**Exercise objective**
Nothing but the lines from the one containing "At what (x,y)" through the last line of the data below should be returned, each exactly as it stands, pictures excluded.

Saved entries
= = = = = = =
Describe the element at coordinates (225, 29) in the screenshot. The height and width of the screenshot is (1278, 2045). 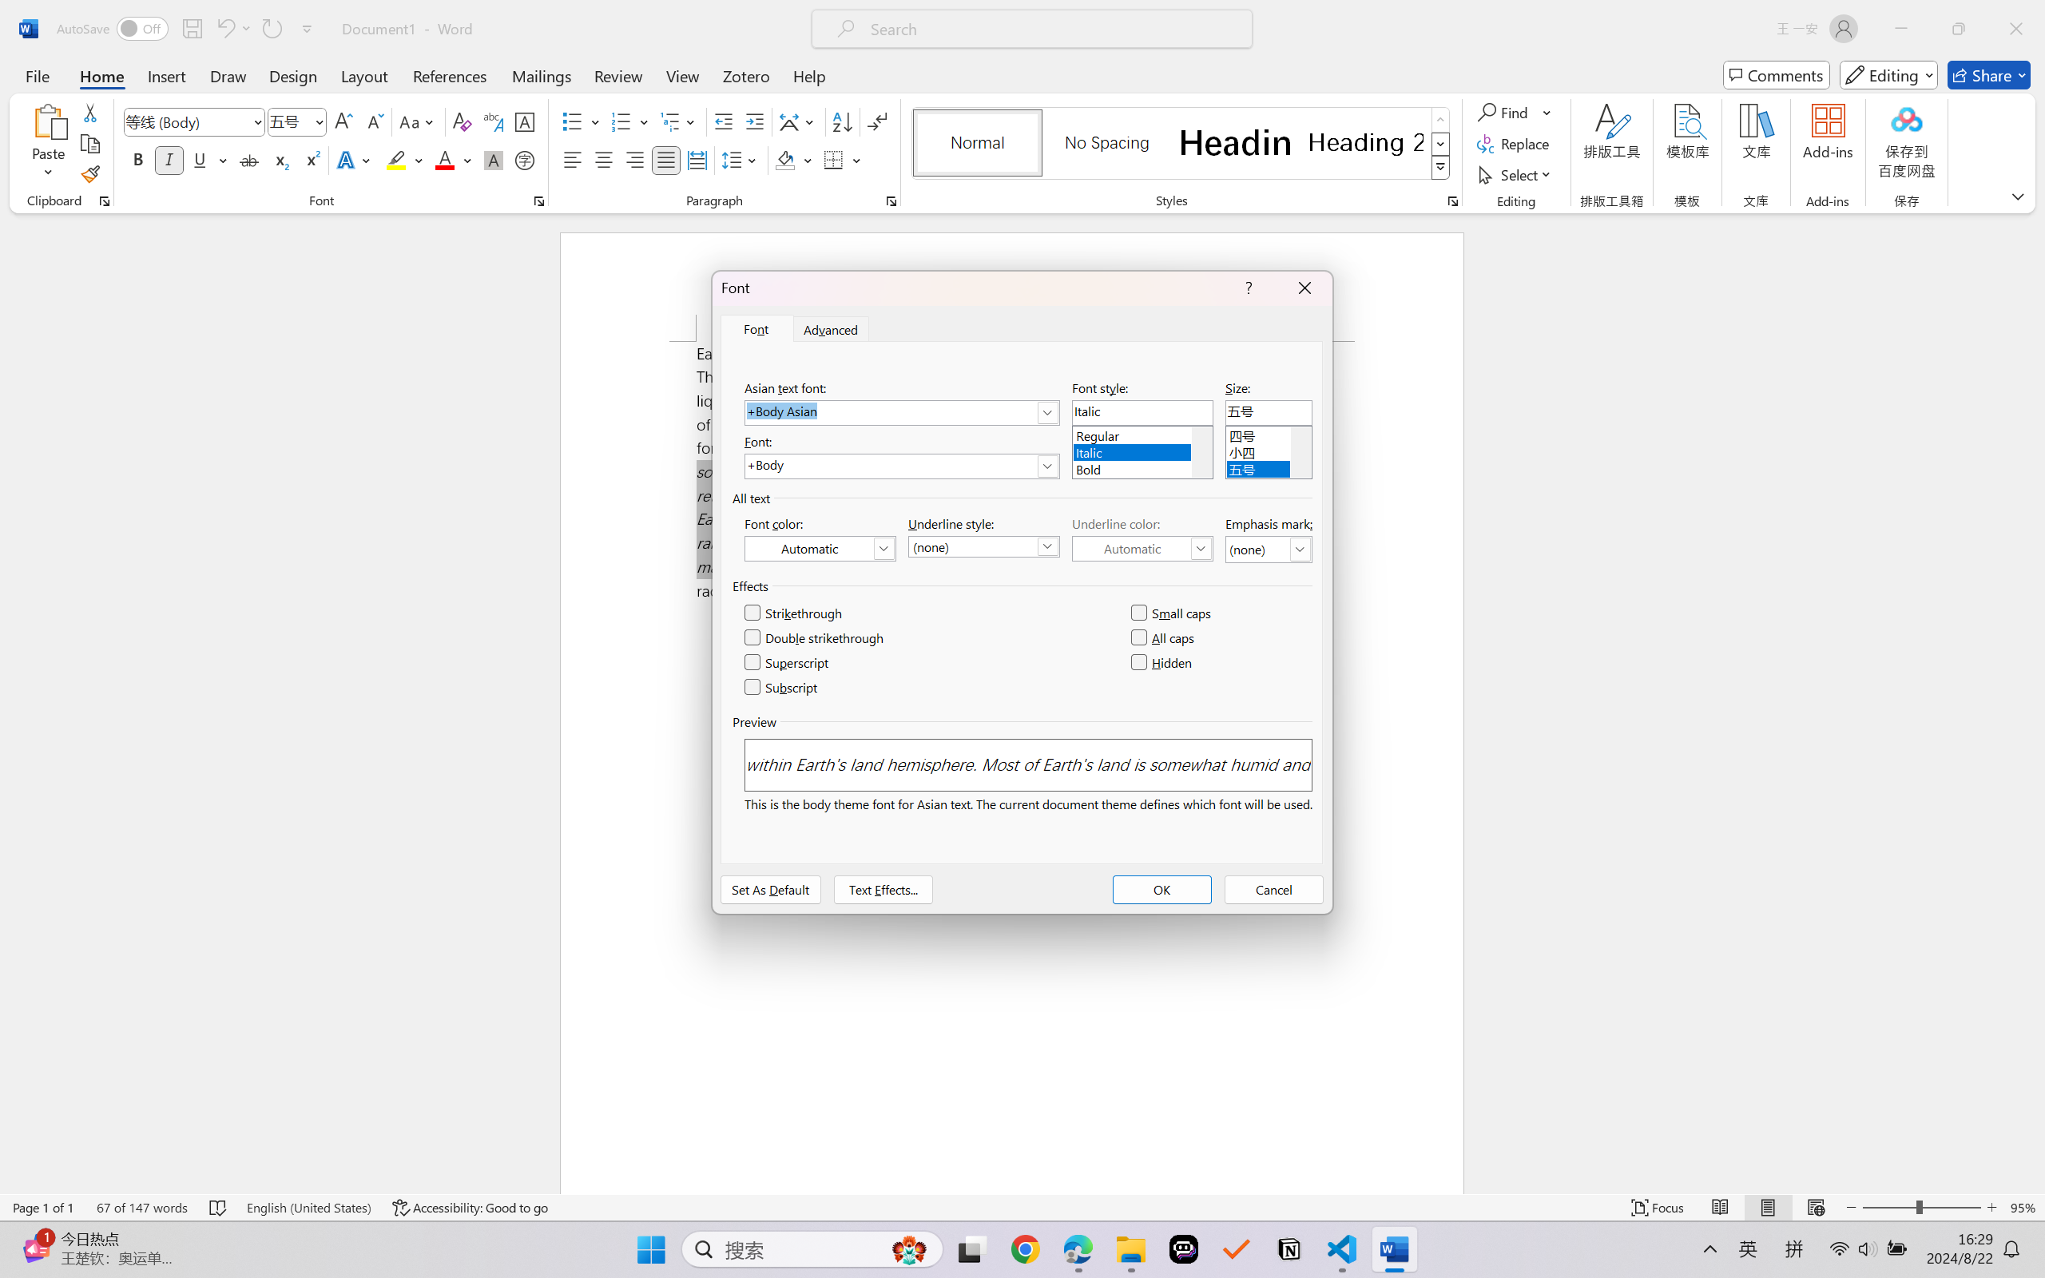
I see `Undo Italic` at that location.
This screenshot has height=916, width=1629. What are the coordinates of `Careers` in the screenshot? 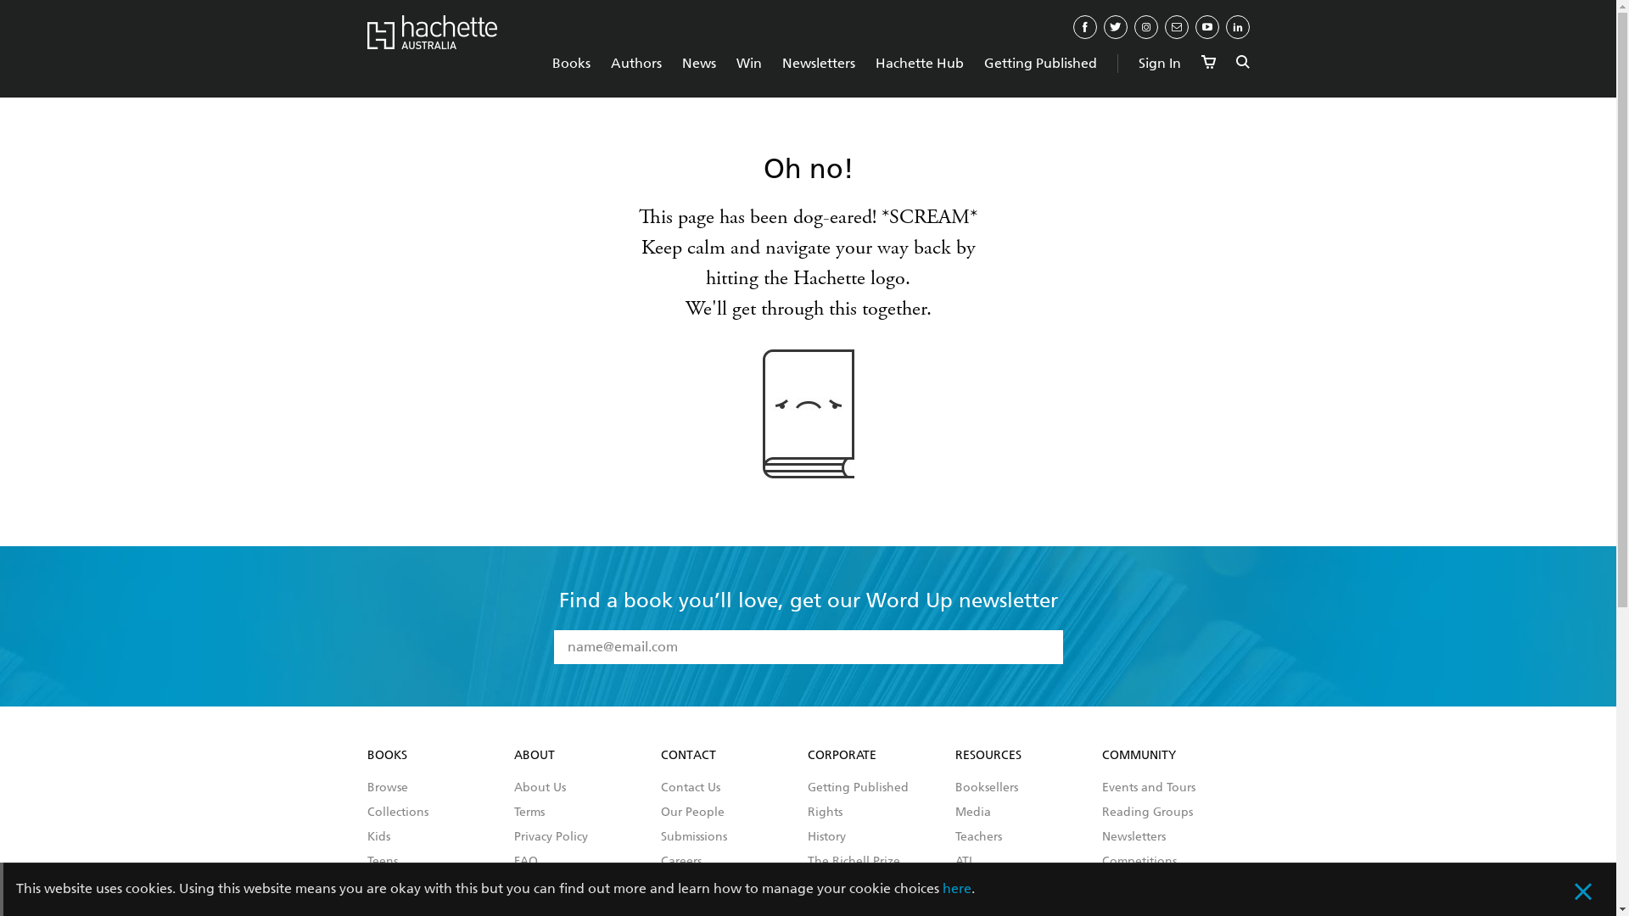 It's located at (681, 862).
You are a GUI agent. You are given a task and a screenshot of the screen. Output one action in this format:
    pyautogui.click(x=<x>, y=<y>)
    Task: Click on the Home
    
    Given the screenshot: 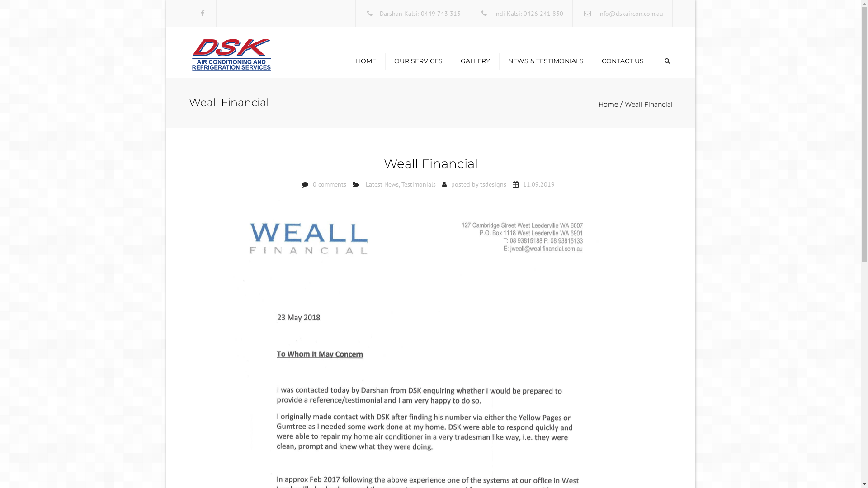 What is the action you would take?
    pyautogui.click(x=611, y=104)
    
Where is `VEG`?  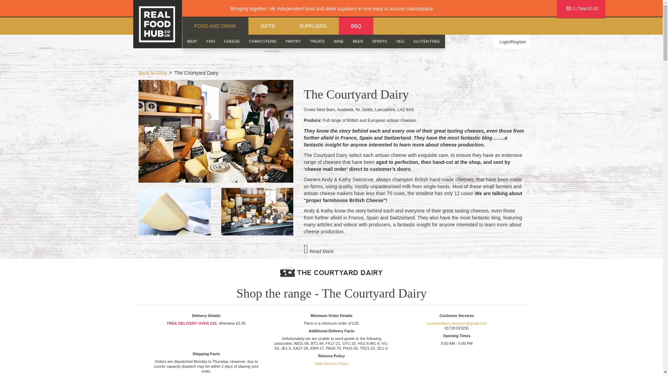 VEG is located at coordinates (400, 42).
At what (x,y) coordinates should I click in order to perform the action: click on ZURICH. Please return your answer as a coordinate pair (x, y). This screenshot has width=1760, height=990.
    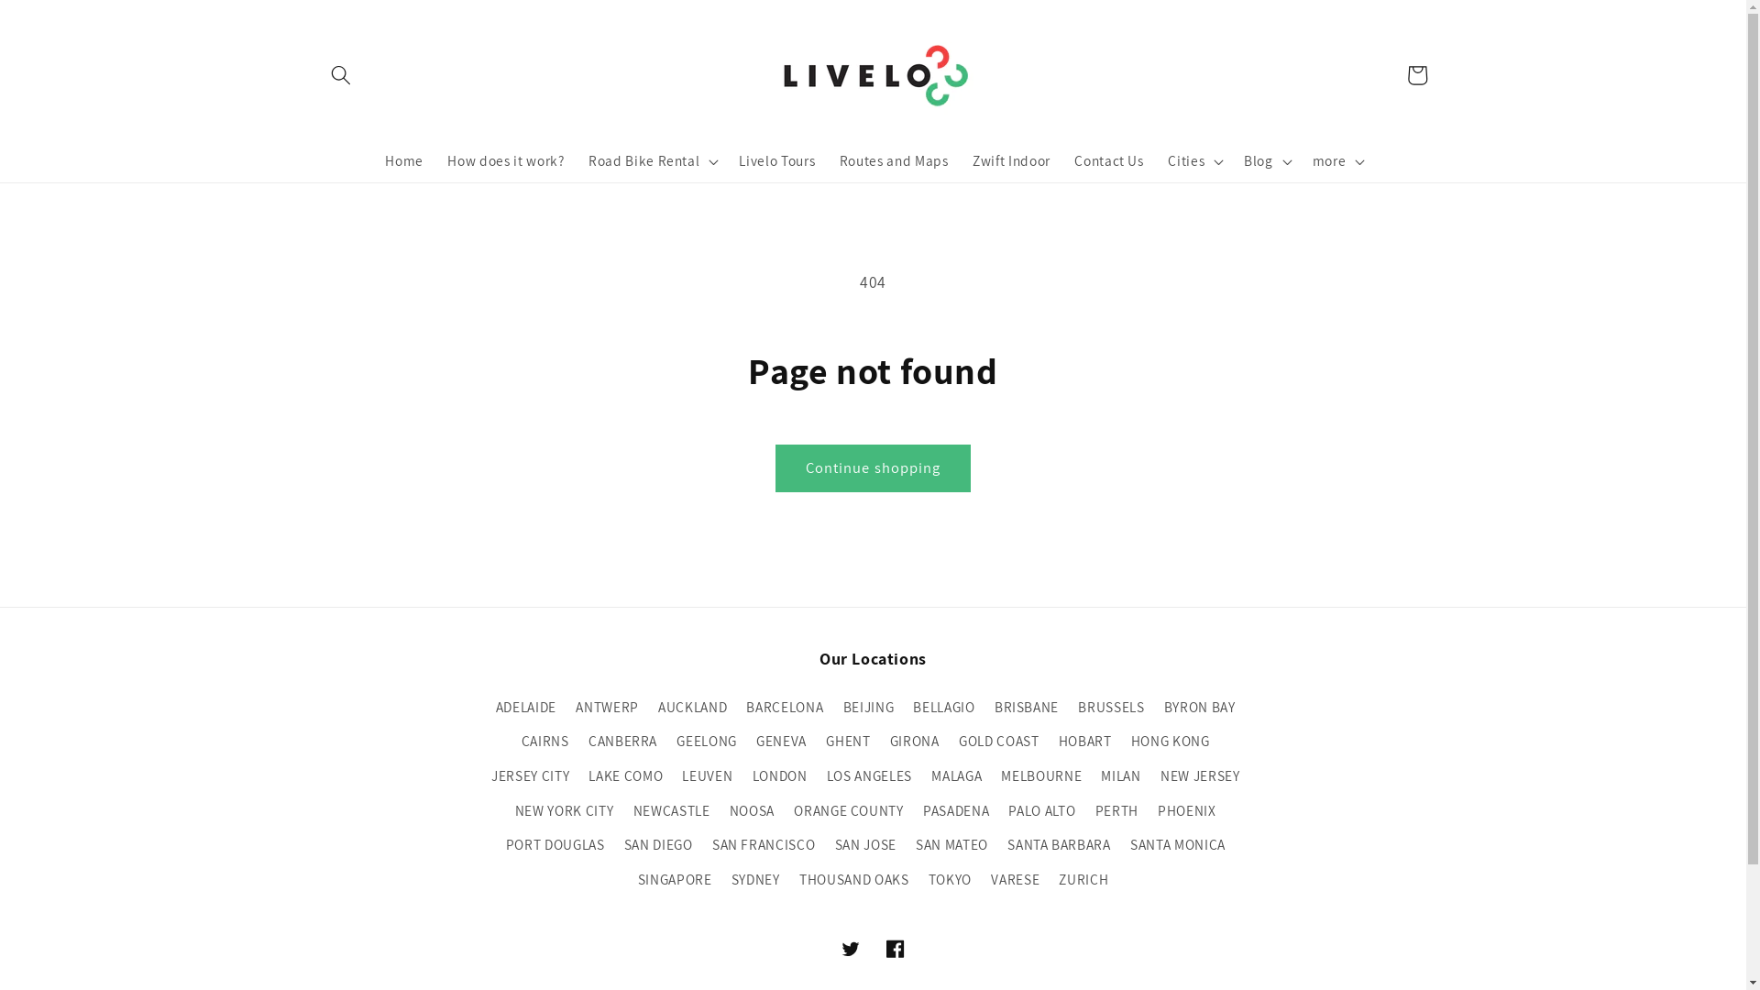
    Looking at the image, I should click on (1084, 879).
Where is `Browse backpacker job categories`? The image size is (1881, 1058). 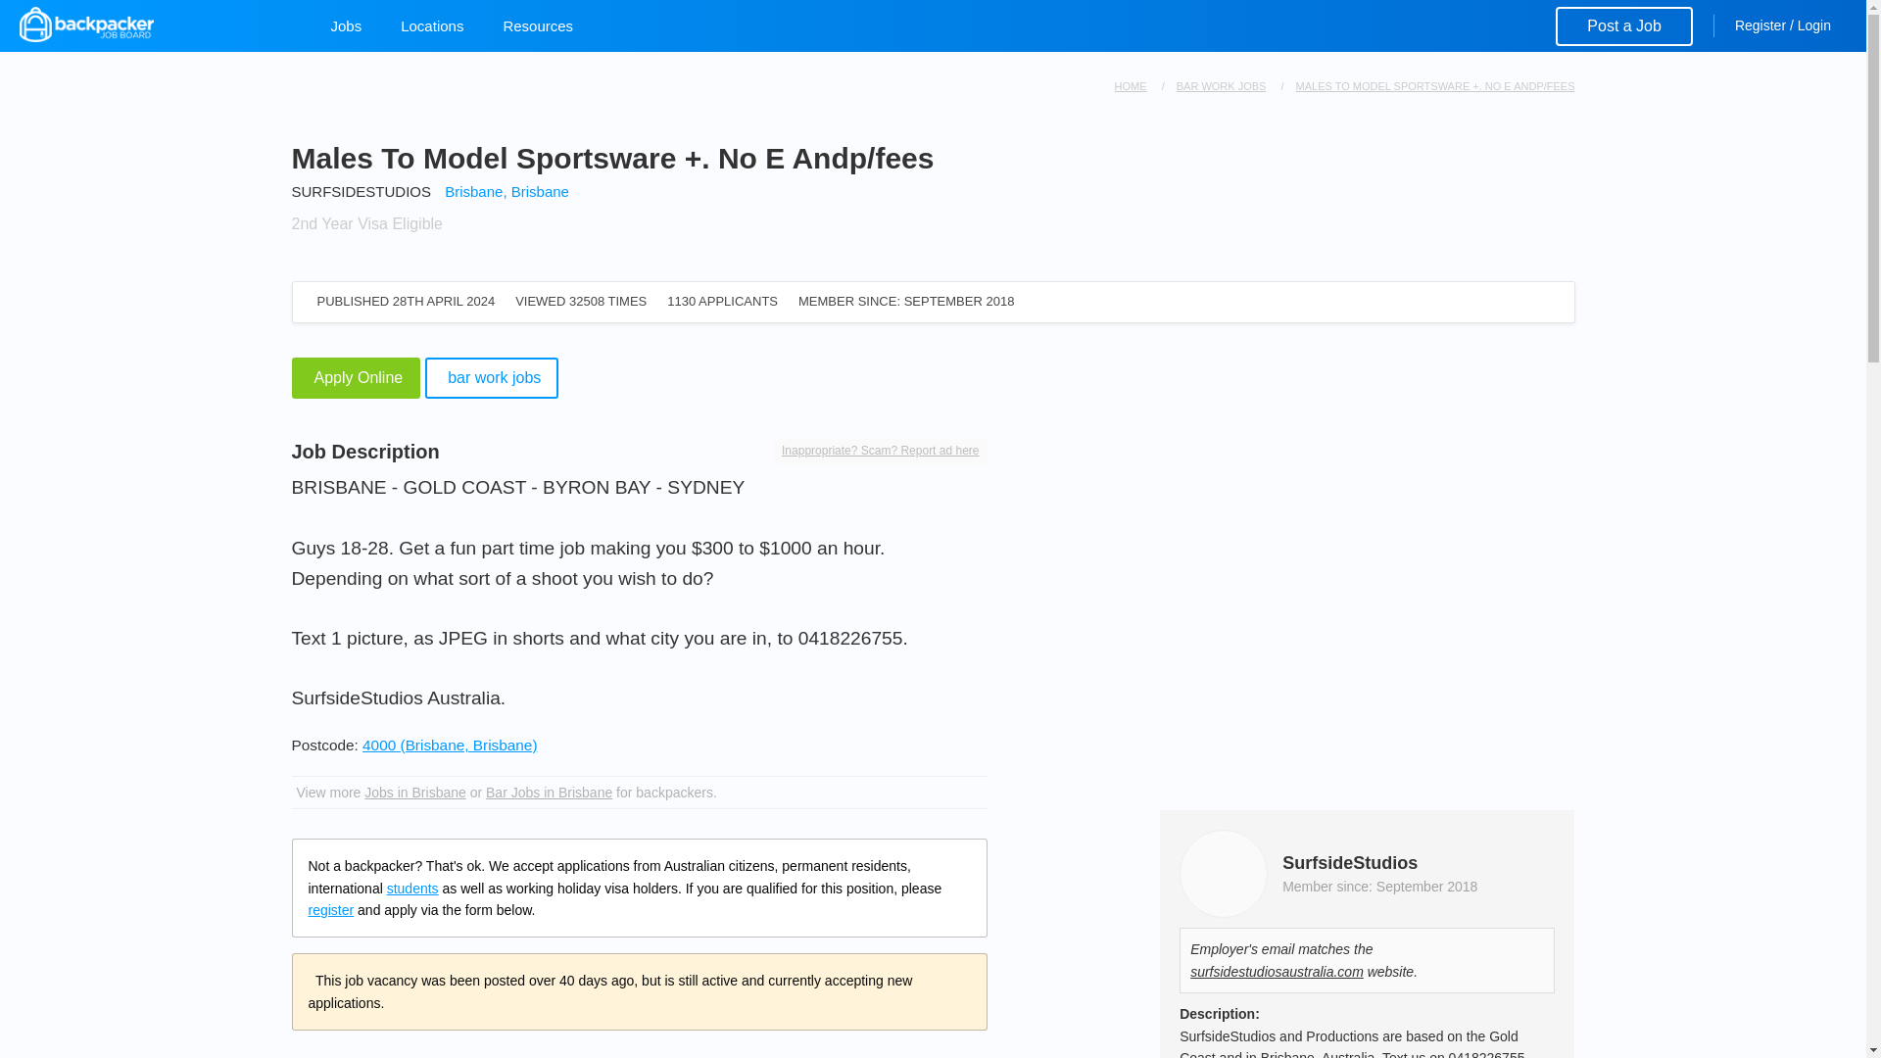
Browse backpacker job categories is located at coordinates (347, 25).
= = = = = = =
**Exercise response**
At what (x,y) coordinates should I click in order to perform the action: click on ZURICH. Please return your answer as a coordinate pair (x, y). This screenshot has width=1760, height=990.
    Looking at the image, I should click on (1084, 879).
Where is `Browse backpacker job categories`? The image size is (1881, 1058). 
Browse backpacker job categories is located at coordinates (347, 25).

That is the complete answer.